The subtitles just simply don't show up on the video.
Here's the HTML.
<video id="video" class="video" controls>
<source src="solar.mp4" type="video/mp4">
<source src="client2.ogv" type="video/ogv">
<source src="solar.webm" type="video/webm">
<source src="solar.flv" type="video/flv">
<track label="English Captions" kind="captions" srclang="en" src="english-subtitles.vtt">
</video>
and the test VTT file.
WEBVTT
1
00:00:13,00 --> 00:00:16,000
Man did you see that awesome thing like last week -
2
00:00:16,100 --> 00:00:20,100
- and i said wow a lot of people are starting to talk about this.
It doesn't work locally, you need to run it on a server.
You use the incorrect time-stamp format. There should a . (dot), after the second value.
It should be like this: 00:00:00.000 --> 00:00:10.000
I had the same problem you were having.
The problem is that Chrome has a security feature that does not allow files to run local files in Chrome.

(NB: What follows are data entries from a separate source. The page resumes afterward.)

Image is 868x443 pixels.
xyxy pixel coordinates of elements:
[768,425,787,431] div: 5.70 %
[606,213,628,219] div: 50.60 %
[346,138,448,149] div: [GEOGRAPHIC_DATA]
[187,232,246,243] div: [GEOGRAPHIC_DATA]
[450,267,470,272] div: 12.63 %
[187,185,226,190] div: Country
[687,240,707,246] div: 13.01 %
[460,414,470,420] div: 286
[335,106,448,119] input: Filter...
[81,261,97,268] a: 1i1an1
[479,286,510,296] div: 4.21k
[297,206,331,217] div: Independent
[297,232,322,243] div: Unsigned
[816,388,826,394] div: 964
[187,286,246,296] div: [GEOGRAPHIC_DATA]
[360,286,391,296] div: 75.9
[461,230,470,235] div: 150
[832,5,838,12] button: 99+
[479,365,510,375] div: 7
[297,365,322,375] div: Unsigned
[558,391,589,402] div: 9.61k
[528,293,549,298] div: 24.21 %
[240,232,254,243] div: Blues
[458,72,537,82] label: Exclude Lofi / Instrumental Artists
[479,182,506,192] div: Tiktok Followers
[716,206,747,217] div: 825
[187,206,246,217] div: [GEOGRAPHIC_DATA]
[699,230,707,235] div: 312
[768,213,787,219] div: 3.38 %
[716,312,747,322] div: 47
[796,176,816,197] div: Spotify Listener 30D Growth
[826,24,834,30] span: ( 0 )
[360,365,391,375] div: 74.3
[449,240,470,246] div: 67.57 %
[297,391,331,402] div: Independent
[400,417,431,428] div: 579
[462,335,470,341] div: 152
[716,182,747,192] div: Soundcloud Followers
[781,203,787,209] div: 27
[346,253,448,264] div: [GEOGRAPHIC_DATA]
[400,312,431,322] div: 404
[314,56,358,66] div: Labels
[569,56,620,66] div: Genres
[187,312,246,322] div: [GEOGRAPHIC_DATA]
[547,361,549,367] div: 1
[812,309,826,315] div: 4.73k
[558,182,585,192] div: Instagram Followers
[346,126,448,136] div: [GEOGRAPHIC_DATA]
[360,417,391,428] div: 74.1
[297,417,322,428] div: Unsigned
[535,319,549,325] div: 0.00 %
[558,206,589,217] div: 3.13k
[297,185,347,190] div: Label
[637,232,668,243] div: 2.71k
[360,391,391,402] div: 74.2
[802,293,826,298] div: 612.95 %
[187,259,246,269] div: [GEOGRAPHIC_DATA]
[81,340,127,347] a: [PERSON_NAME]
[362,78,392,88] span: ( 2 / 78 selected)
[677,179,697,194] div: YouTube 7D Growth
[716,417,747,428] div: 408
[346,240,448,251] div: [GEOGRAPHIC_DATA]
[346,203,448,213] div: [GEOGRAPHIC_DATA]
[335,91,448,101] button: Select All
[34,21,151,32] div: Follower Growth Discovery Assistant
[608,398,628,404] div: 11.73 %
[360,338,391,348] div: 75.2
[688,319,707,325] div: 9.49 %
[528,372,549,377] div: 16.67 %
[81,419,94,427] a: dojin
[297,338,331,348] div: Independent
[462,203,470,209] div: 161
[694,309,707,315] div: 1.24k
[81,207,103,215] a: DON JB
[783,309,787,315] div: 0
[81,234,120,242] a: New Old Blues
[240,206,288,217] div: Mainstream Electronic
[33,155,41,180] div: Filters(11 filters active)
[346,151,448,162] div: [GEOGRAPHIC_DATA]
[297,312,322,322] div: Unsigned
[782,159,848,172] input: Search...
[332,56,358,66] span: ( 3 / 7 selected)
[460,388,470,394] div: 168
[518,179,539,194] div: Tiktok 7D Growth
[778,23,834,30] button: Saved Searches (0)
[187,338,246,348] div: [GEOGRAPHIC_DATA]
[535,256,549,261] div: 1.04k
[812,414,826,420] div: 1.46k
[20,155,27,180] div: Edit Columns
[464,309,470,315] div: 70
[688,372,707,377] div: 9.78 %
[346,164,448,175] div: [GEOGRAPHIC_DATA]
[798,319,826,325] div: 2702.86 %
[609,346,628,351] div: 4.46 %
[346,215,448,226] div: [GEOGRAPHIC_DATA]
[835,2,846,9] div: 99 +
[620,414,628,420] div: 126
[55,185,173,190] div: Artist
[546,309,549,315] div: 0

The solution is to run Chrome with the allow local access flag. The link gives instructions for each OS.
Browsers do not support that feature locally
Except Mozilla Firefox 66.0.2
I'm trying to use the KDP javascript API to implement a .mp4 file in HTML5 using the Klatura player. This is my code so far:
<div id="video" class="hide" >
<video name="player_123" id="player_123" width="330" type="video/mp4" height="480">
<source src="assets/91zVbVyKPSS.mp4" >
</video>
</div>
How could I use the Javascript API with what I have? I have no idea how to configure it. It seems that it's trivial with the object tag but not the video tag.
Switched to videojs.
Life is a little bit easier:
The point was, whatever you are about to do you should always use the HTML5 video tag. You should help the JS library of the video platform to identify the tag and everything should be automatic from there.